If you use a concrete-security definition of security for a PRG, then this statement is true. The proof is a good exercise. If you know enough to pose the problem and to understand the definition of security for a PRG, you should be able to find the reduction proof without difficulty. Start by tracing out what the definition is saying.
A general comment on your analysis: Your analysis makes it sound like you are trying to guess at the answer. Guesses are good, but then you should follow them up with proof. In cryptography, our intuition can often be wrong. Therefore, the accepted standard is a proof. In particular, if you guess that the statement is true, your next step should be to try to prove it; if you guess that the statement is false, your next step should be to find an attack that disproves it. Give it a try! This is a fun problem, and not too hard.
P.S. This looks very much like a standard homework question. I don't know whether it is or not, so I'll just say this. If you are using this web site to answer homework questions, you are not only cheating your fellow students, you are also cheating yourself of the chance to learn the material. To learn cryptography, you must grapple with the problems and try to solve them on your own. You'll only learn through undergoing the process yourself; you won't learn nearly as much by reading other people's solutions. Think of it like learning to ride a bicycle: you can't learn to ride a bicycle by watching someone else ride it. Instead, you have to get on the bicycle yourself, accept that you'll fall or stumble a few times, and work through it.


= WORK TO COMPLETE =
Wherever the string "image" appears in the listing, copy that line.

= MATERIALS PROVIDED =
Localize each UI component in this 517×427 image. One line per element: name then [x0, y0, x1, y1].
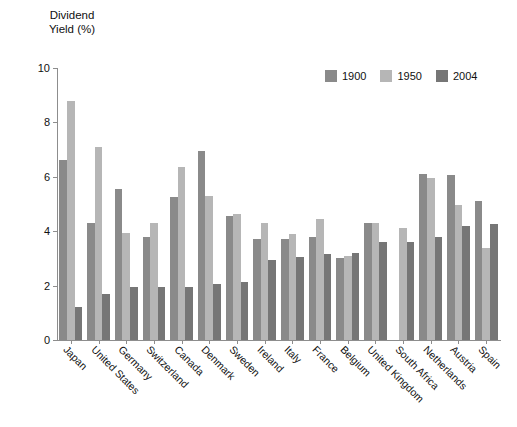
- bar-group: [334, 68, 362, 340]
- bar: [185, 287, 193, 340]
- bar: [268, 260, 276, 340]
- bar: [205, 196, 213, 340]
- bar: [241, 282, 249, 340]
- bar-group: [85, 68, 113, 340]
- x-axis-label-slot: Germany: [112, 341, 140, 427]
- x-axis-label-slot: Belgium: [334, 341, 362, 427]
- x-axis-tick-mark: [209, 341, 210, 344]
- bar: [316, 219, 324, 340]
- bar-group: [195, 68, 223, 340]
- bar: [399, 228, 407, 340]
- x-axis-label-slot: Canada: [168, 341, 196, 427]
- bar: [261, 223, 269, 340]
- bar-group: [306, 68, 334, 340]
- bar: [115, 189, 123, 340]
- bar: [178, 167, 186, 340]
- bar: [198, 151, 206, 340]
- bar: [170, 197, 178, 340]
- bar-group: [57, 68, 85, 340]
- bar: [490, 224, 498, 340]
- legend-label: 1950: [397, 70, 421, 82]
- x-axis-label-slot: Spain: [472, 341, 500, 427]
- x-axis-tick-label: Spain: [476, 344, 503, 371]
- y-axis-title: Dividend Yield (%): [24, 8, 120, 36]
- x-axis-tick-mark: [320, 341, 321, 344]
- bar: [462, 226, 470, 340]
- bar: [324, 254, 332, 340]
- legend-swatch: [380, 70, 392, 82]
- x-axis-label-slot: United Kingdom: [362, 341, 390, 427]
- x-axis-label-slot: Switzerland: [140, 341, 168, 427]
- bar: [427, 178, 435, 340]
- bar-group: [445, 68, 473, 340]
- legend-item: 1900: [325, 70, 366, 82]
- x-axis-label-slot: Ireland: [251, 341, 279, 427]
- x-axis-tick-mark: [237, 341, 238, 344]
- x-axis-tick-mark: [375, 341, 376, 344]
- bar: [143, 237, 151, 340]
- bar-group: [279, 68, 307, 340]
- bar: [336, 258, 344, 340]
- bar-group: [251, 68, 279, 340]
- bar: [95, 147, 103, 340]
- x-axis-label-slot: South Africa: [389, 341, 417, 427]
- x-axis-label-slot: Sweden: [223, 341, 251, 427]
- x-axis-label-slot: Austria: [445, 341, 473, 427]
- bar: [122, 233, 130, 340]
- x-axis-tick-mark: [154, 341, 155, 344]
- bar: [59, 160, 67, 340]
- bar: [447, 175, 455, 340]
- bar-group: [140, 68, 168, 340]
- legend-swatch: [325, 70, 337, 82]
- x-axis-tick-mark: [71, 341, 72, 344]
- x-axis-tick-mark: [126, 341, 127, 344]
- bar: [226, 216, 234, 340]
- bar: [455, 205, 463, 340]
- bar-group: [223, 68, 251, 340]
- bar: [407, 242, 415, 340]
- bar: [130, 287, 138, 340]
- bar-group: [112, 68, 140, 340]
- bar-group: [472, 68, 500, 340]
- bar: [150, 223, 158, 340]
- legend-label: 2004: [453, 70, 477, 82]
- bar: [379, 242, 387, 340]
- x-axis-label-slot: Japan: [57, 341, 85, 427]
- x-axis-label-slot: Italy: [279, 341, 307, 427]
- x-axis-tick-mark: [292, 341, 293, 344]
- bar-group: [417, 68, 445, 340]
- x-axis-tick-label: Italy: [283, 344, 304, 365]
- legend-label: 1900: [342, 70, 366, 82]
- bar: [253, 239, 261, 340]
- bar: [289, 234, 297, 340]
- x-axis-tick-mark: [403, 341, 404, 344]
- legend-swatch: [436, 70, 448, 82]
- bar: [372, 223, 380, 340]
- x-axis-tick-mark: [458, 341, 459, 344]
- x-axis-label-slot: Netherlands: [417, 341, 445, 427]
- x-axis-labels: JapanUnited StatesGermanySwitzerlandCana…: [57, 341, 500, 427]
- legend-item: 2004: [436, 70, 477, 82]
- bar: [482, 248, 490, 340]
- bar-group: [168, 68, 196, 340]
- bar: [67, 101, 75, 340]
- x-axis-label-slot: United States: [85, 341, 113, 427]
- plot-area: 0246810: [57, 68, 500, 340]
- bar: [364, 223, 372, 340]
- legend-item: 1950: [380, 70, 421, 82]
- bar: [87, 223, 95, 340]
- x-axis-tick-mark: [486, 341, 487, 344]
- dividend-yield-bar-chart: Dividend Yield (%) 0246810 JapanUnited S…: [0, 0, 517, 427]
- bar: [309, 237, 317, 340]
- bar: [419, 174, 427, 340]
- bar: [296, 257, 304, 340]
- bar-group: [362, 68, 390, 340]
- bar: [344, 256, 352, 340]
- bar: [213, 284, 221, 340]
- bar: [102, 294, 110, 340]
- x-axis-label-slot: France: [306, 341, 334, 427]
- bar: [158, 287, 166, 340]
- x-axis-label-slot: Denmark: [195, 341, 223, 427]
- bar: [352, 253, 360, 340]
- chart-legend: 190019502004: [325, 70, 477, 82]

---

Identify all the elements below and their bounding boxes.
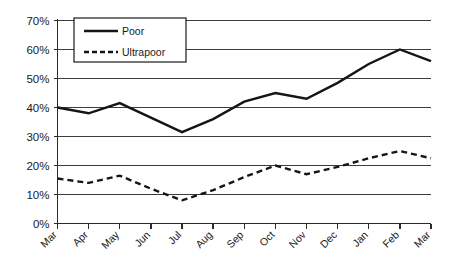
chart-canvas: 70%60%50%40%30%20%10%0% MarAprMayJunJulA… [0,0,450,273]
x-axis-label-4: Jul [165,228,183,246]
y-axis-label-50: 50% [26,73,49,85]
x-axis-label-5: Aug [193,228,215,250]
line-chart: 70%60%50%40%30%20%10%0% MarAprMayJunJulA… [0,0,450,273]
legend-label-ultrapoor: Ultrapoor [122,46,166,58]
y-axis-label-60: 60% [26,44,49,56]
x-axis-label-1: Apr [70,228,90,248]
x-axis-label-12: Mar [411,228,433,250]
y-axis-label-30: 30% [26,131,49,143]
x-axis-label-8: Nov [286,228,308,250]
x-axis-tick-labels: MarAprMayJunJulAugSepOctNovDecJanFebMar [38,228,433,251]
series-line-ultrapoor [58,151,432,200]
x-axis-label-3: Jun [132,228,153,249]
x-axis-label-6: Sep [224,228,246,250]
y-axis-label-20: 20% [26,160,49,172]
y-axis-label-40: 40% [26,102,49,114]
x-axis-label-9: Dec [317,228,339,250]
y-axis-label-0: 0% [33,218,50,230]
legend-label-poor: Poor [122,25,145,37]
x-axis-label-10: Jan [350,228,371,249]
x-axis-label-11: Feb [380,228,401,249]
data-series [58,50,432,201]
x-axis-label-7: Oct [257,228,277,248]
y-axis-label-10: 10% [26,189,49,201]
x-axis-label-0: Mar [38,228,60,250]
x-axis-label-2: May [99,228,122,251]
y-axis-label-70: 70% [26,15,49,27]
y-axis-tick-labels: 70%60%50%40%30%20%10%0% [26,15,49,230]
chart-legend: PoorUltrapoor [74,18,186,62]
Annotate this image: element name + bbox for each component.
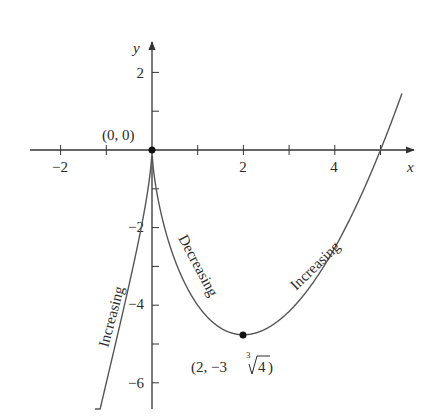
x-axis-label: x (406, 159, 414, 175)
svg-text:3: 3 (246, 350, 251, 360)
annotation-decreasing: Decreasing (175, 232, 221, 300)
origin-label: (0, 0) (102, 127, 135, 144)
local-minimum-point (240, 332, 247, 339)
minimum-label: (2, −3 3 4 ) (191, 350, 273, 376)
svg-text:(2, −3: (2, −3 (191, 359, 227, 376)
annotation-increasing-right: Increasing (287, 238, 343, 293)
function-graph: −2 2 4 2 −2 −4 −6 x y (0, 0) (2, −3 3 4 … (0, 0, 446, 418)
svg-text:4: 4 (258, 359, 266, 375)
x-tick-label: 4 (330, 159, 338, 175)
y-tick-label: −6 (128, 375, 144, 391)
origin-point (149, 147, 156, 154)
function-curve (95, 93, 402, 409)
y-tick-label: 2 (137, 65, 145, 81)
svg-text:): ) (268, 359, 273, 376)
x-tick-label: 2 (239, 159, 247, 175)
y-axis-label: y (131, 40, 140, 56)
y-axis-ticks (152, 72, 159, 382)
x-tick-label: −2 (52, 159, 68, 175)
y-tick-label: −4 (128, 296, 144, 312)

...

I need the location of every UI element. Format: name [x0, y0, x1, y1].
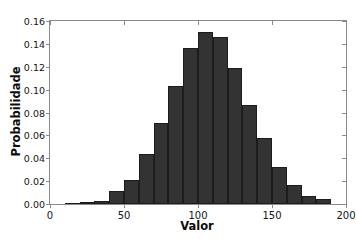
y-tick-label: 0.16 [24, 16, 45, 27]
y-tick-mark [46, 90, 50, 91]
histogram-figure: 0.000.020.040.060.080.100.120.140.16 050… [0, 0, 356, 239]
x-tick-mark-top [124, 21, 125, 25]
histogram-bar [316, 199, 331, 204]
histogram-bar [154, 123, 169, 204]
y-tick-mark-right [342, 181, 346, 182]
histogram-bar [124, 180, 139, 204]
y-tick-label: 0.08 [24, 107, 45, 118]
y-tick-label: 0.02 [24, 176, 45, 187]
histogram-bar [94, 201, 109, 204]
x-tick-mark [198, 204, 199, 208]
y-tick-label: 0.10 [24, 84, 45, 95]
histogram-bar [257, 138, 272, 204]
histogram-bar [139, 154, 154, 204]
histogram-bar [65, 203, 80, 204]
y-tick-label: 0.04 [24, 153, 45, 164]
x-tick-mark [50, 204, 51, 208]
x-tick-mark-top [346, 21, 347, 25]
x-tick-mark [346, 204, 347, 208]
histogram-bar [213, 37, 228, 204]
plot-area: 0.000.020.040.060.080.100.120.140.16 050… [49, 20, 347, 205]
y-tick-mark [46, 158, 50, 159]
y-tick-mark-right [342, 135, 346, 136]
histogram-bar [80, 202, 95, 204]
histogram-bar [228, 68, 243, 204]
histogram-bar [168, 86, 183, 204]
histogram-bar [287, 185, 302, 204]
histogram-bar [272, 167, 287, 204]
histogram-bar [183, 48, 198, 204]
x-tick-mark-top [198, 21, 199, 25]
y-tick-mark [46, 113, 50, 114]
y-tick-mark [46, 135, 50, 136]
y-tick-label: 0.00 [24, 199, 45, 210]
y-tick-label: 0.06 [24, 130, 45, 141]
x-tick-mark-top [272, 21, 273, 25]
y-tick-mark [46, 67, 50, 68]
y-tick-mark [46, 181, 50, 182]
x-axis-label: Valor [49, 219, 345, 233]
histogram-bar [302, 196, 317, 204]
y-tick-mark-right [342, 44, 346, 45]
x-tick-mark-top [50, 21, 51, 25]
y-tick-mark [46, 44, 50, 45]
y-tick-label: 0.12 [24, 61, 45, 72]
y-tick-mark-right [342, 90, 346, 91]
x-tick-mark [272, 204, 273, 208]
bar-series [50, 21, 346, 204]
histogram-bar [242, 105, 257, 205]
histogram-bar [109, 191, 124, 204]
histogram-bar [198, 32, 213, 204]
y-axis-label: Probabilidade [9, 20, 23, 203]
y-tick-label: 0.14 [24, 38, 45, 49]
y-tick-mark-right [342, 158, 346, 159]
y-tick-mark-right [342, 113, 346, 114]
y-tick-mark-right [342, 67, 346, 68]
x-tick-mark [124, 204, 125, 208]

= RESULT =
Localize each UI component in this 517×427 image. One line per element: name then [x0, y0, x1, y1].
Annotate this image: element name + bbox for each component.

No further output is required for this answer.